For its 2020 edition, the London Festival of Architecture – the world’s largest annual architecture festival, of which the V&A is the cultural hub – has gone digital. As part of this virtual programme, the organisers invited 30 of London’s architects, designers, developers, writers, curators, policymakers and educators to nominate an object on this year’s theme of ‘power and architecture’ and to share a short video on their selection.
For my contribution to the 30 Objects in 30 Days project, which runs from 1 – 30 June, I chose Langlands and Bell’s ‘The Past is Never Dead…’, a new body of work that examines the 50 ‘Slave Forts’ that were built by European traders along the Ghanaian ‘Gold Coast’, and through which many of the almost 13 million enslaved Africans passed as they were sold and shipped to the New World. They bear witness to a disturbing shared history between West Africa, Europe and the Americas that the artists describe as subject to a ‘wilful amnesia … forgotten especially (conveniently) in Europe’.
Last year I visited many of these charged sites, with their airless dungeons into which thousands of slaves were once crammed. And, in March, just before lockdown, I was invited to Untitled, Langlands and Bell’s Kent studio, to preview the series that had been inspired by the 18 months the artist duo spent documenting and assembling ground plans of the 20 castles that remain in Ghana, strategic, fortified structures that represent ruthless exploitation and power
Ben Langlands and Nikki Bell are based in London and have been collaborating since 1978. Their work, in the artists’ description, ‘explores the complex web of relationships linking people and architecture and the coded systems of communications and exchange we use to negotiate a fast changing technological world’. ‘The Past is Never Dead…’ will be shown at Gallery 1957 in Accra, Ghana (dates to be announced).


_Exercise goal_: Reproduce each record verbatim, images excluded.

*** Extracted data ***

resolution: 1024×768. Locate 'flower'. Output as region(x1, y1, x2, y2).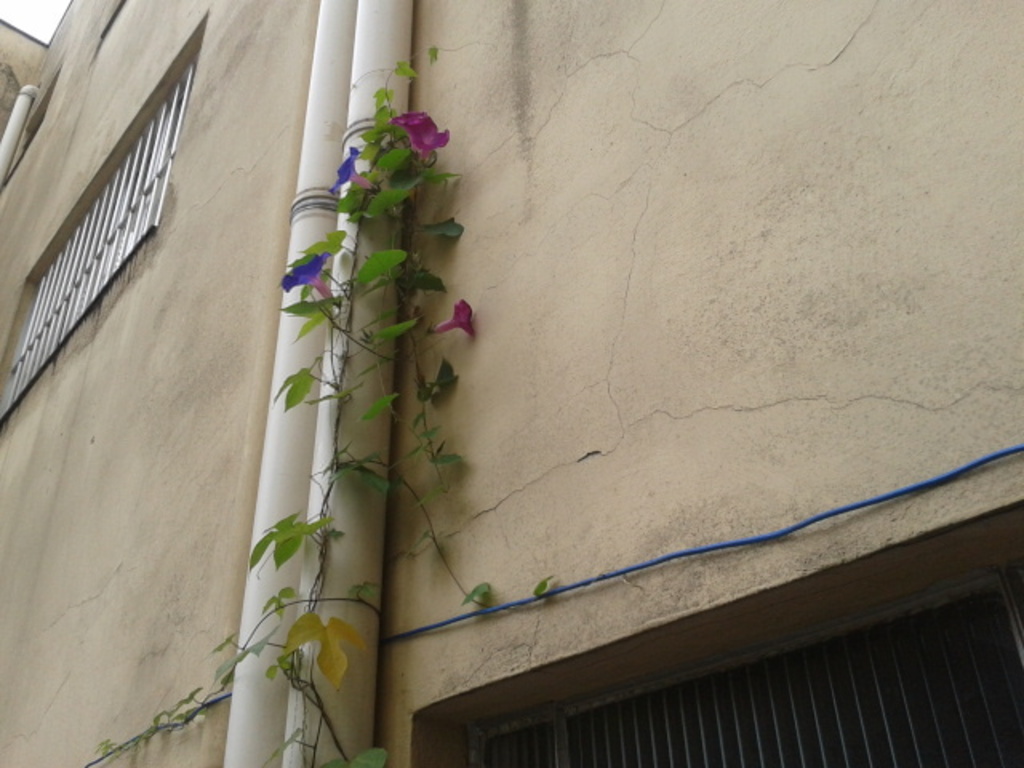
region(326, 146, 374, 200).
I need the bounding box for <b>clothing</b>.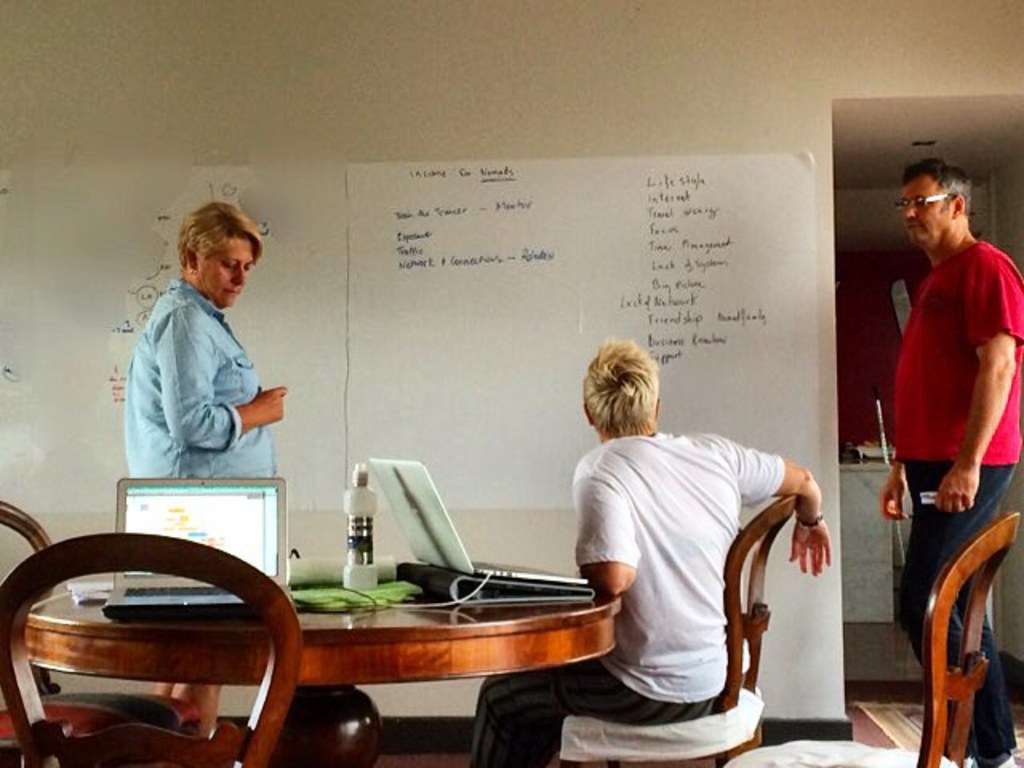
Here it is: rect(117, 254, 278, 493).
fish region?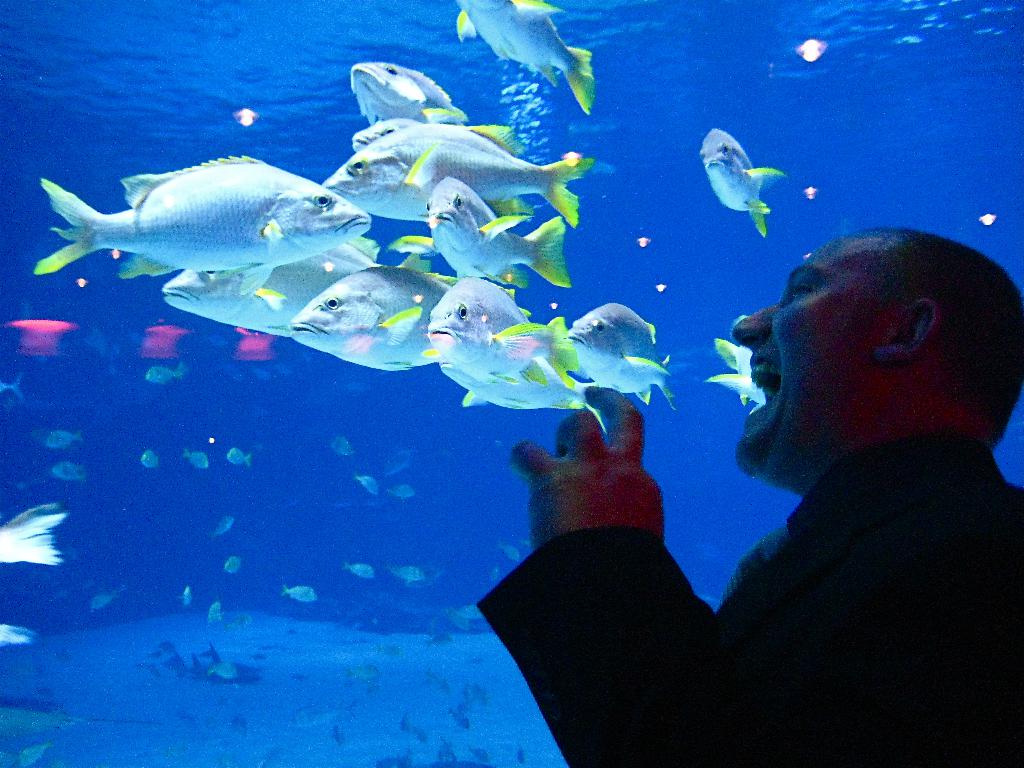
[left=701, top=129, right=782, bottom=237]
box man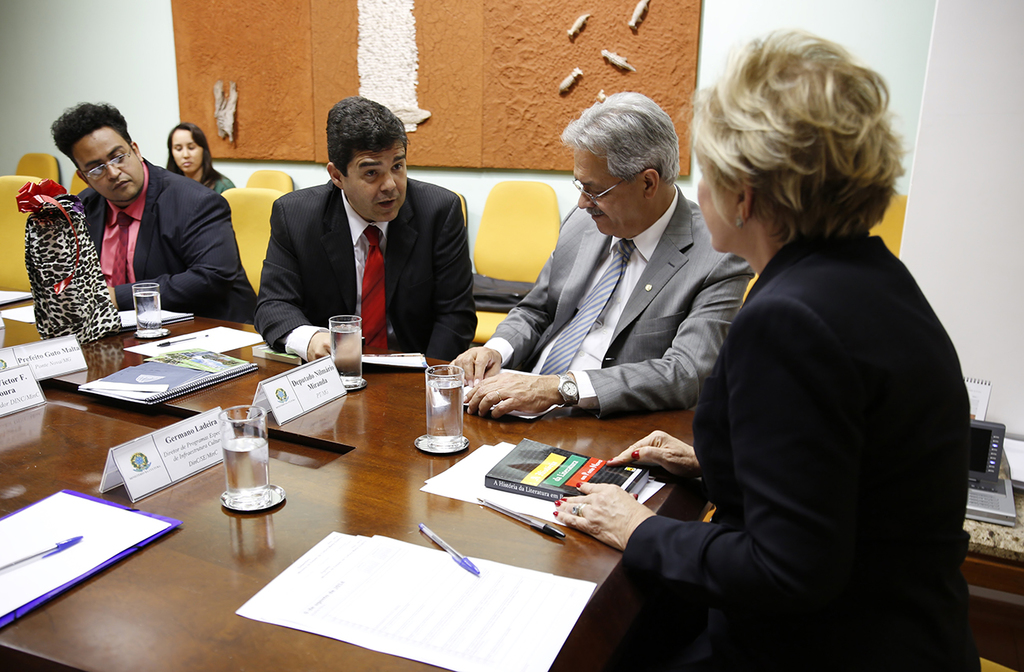
[left=445, top=95, right=746, bottom=441]
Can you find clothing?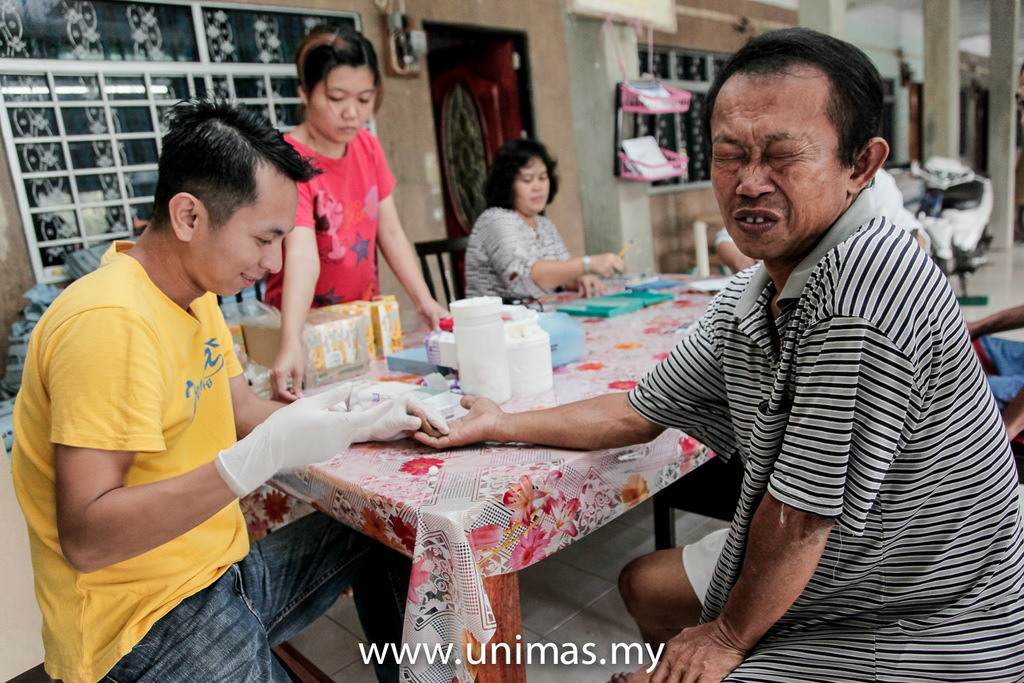
Yes, bounding box: box(469, 206, 573, 301).
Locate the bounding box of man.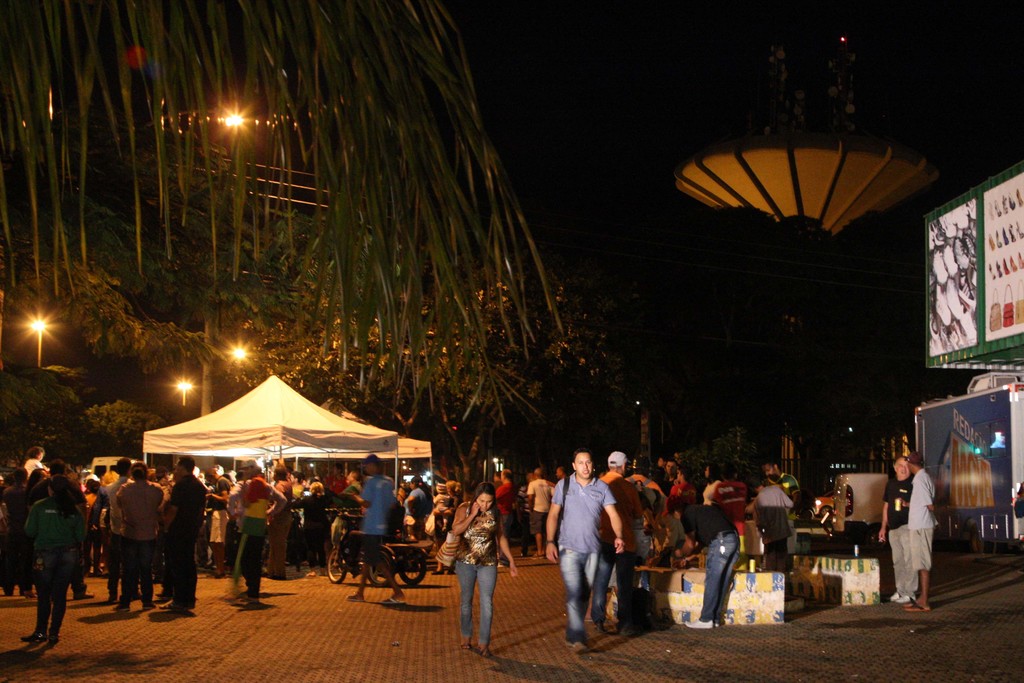
Bounding box: (left=628, top=455, right=667, bottom=589).
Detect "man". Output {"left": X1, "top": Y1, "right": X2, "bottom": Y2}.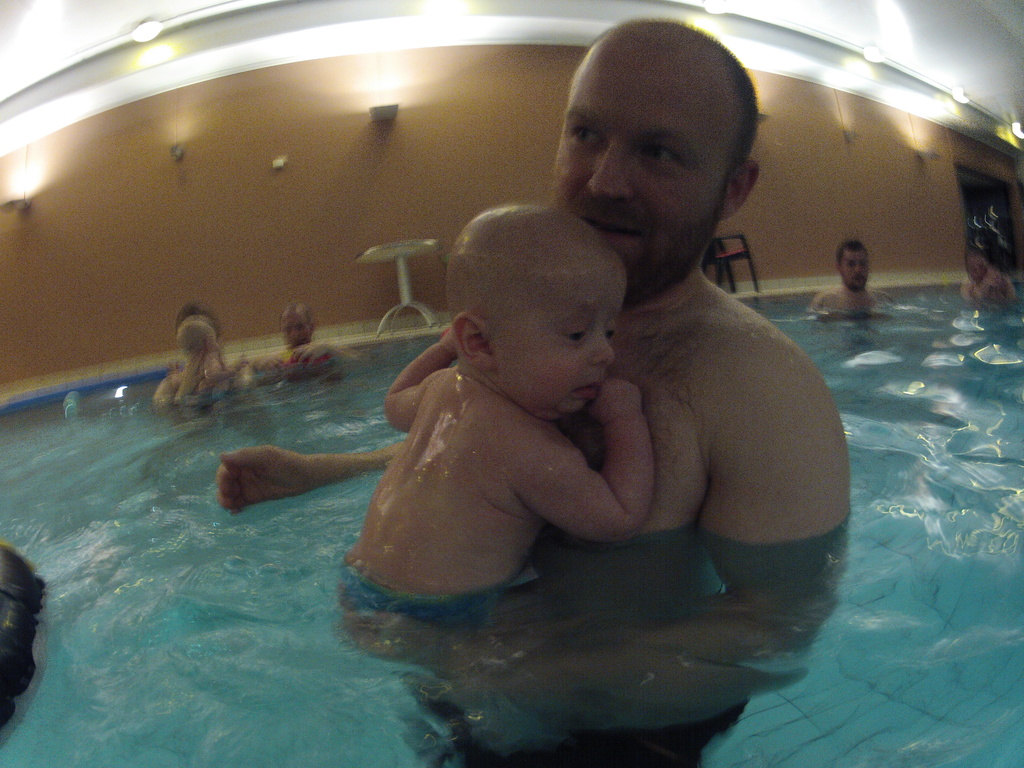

*** End of Extracted data ***

_Written answer_:
resolution: 1024×768. Locate 'flower'. Output as region(x1, y1, x2, y2).
region(326, 146, 374, 200).
I need the bounding box for <b>clothing</b>.
Here it is: rect(117, 254, 278, 493).
fish region?
[left=701, top=129, right=782, bottom=237]
box man
[left=445, top=95, right=746, bottom=441]
Can you find clothing?
Yes, bounding box: box(469, 206, 573, 301).
Locate the bounding box of man.
Bounding box: (left=628, top=455, right=667, bottom=589).
Detect "man". Output {"left": X1, "top": Y1, "right": X2, "bottom": Y2}.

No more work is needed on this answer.